Chimacum park built in old quarry a true community labor of love

CHIMACUM — When he was a student at Port Townsend High School, Jess Norton used to ride his motorbike from his home on Eaglemount Road down to the Anderson gravel pit on Rhody Drive.

The mining operation, which provided gravel for country roads, had just ended, making the pit made the perfect place to ride.

“There was still machinery here,” he recalled.

Norton now walks his 4 ½-year-old son, Fenix, to the same place for recreation.

But instead of a gravel pit, the two find acres of emerald green fields, groves of trees sheltering playground and picnic tables, and wooded trails leading to the creek.

“We live just up the road,” Norton said, as he and Fenix got ready to fly a kite on Saturday.

“It’s wonderful.”

Jess and Fenix live near H.J. Carroll Park, a reclaimed gravel pit that was designated for a park in 1998.

Known as a “community-built park,” the property was transformed over the next decade by local efforts — residents who literally shaped the pit into a park.

“I got to drive the bulldozer,” said Marjorie Rogers, a Port Hadlock resident.

Rogers, a retired professor, served on the park’s original advisory committee, and was also civic improvement chairman for the Tri-Area Garden Club.

In 1998, garden club members drew up a planting plan for the park, featuring large berms that would be planted with trees and shrubs to provide shade and color.

“The Picnic Grove was our first project,” Rogers said, referring to a stand of trees that shelter picnic tables, which were built by Chimacum High School shop students.

Rogers recalled being at the park one day, deciding where the next berm would go, when she got a call from Dick Broders, owner of Paradise Bay Construction.

Broders, also on the park advisory committee, was laying out a project and kept turning up granite boulders.

Two at a time

Asking Rogers if she wanted them for the park, which she did, Broders took her to the site to pick out the ones she wanted, lifted them on a flatbed trailer with a crane and hauled them to the park two at a time.

“Then he asked, “Where do you want them?” Rogers recalled.

Rogers can still point out the trees that she and Bill Irvin, another committee member, salvaged from an abandoned Christmas tree farm in Beaver Valley, digging them up and driving down Rhody Drive to the park with the tree limbs waving in the back of Irvin’s truck.

Irvin also took her to wholesale nurseries and ask what she wanted.

“He’d get six of this, six of that,” Rogers said.

Rogers also went door to door in the area, asking for donations.

Holding work parties, the garden club members also created the heather garden, and with the help of donated equipment from Puget Sound Power, created and planted berms of a variety of shapes and sizes throughout the south and east side of the park.

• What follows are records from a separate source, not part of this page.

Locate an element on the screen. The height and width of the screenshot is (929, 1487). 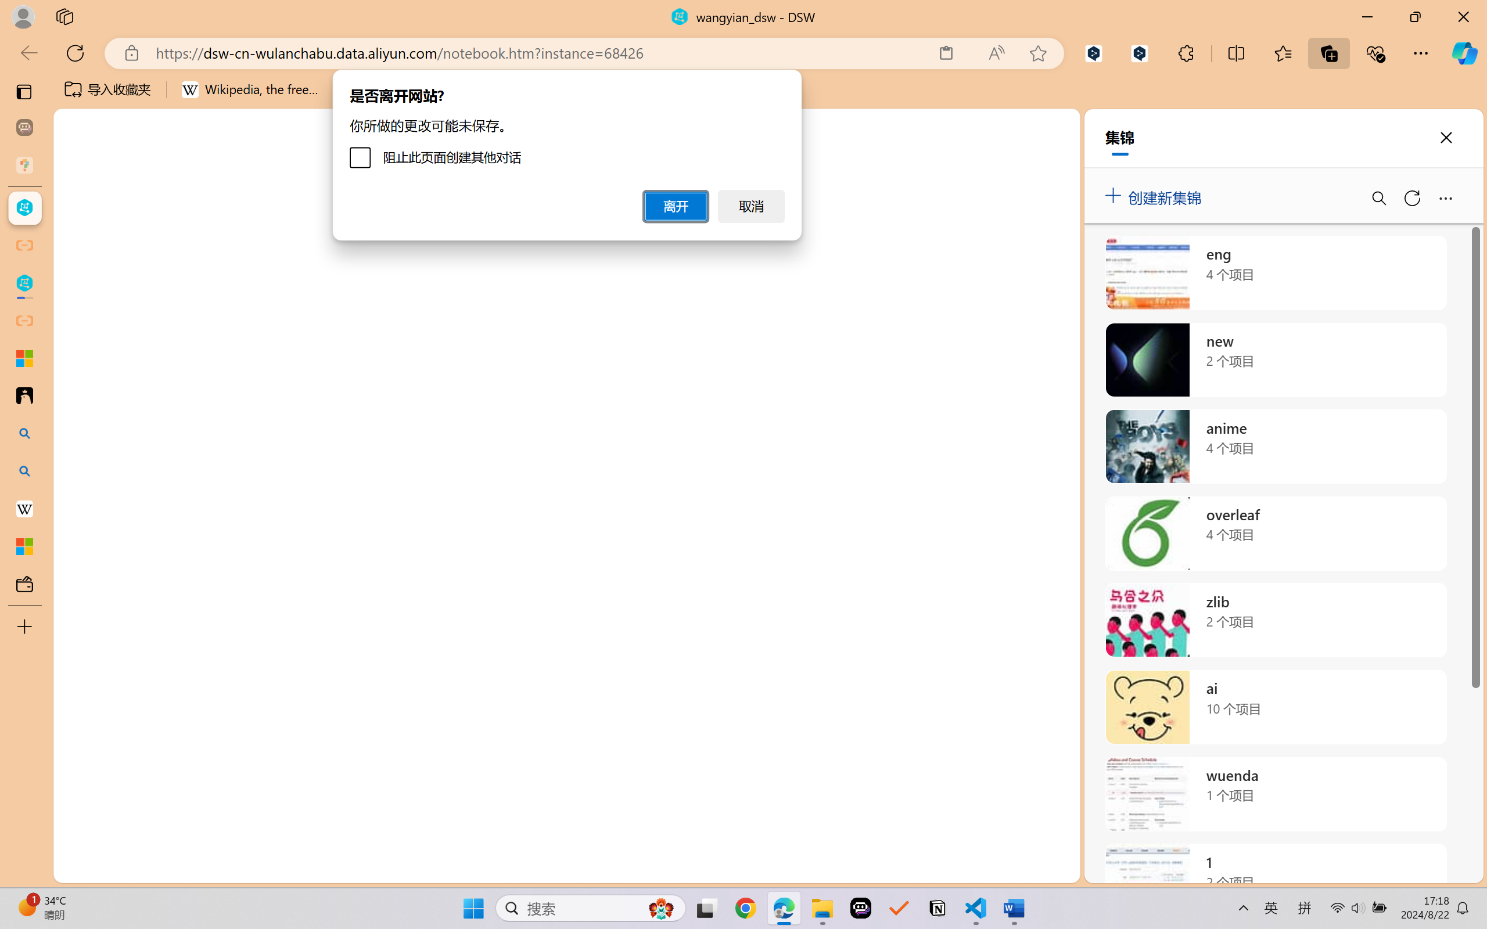
Class: xterm-link-layer is located at coordinates (816, 747).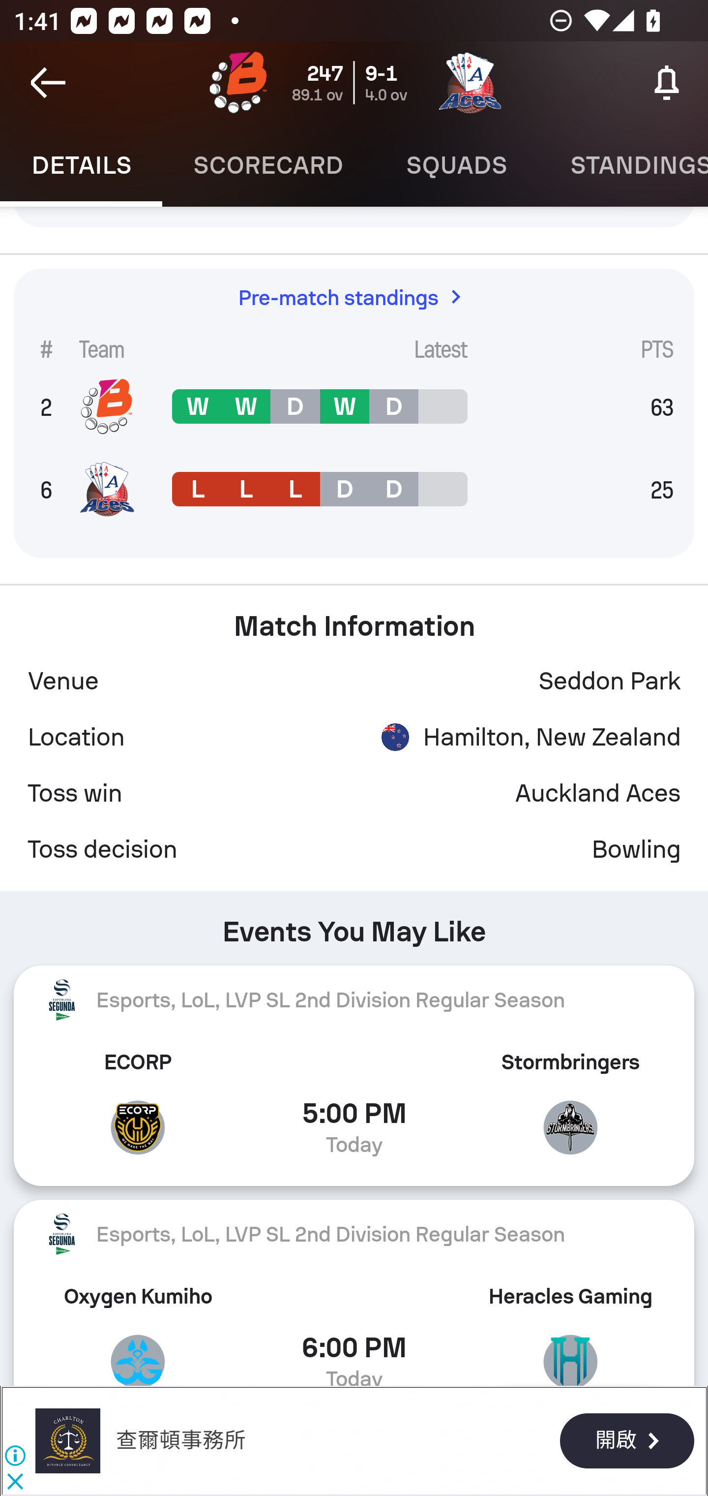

One of the largest is the crescent-shape berm that curves around the large pavilion, separating it from the parking area.

Used for weddings, class reunions and family gatherings, the pavilion was erected by member of the East Jefferson Rotary Club, who got out their hammers and saws when commercial bids on the project exceeded park department estimates.

Smaller pavilion

The smaller pavilion in the park was built by members of Wild Olympic Salmon, led by Tom Jay.

It is bordered by the Native Plant Garden, designed and installed by Linda Landkammer, who maintains it with a crew of volunteers.

From the pavilion, a stair-step trail originally built by local Boy Scouts leads down to Chimacum Creek.

“Bill Perkins, a member of the LDS church, and some volunteers rebuilt that trail this spring,” Hilt said, referring to the park’s neighbor, the Church of Jesus Christ of Latter-day Saints.

On the northwest side of the park, to the left of the entry drive, are a BMX track, a walking maze and basketball courts, all built by volunteers.

The ball field and soccer fields in the center of the park were funded with a donation from H.J. Carroll. His sister, Betty Anderson, donated funds for the adjacent flagpole, picnic tables and landscaping.

Although he wasn’t athletic, Carroll, who lived in Port Townsend, designated that his donation be used for sports facilities in the county, Rogers said.

“He was very interested in providing sports facilities for children,” Rogers said.

Volunteerism success

Without volunteer labor and donations, the park wouldn’t be what it is today, Hilt said.

She now maintains the grounds and has added additional plantings, including the one in the center of the circular drive.

In 2000, the Tri-Area Garden Club won the Exxon Civic Development Award from the National Council of State Garden Clubs for the park project.

Its members still come and weed the berms, Rogers said.

Last spring, a group of second- and third-graders from Chimacum School came and weeded the steps down to the creek, Hilt said, joining the ranks of the hundreds of people who have loaned a hand since the park began.

“It truly is a community project,” Hilt said.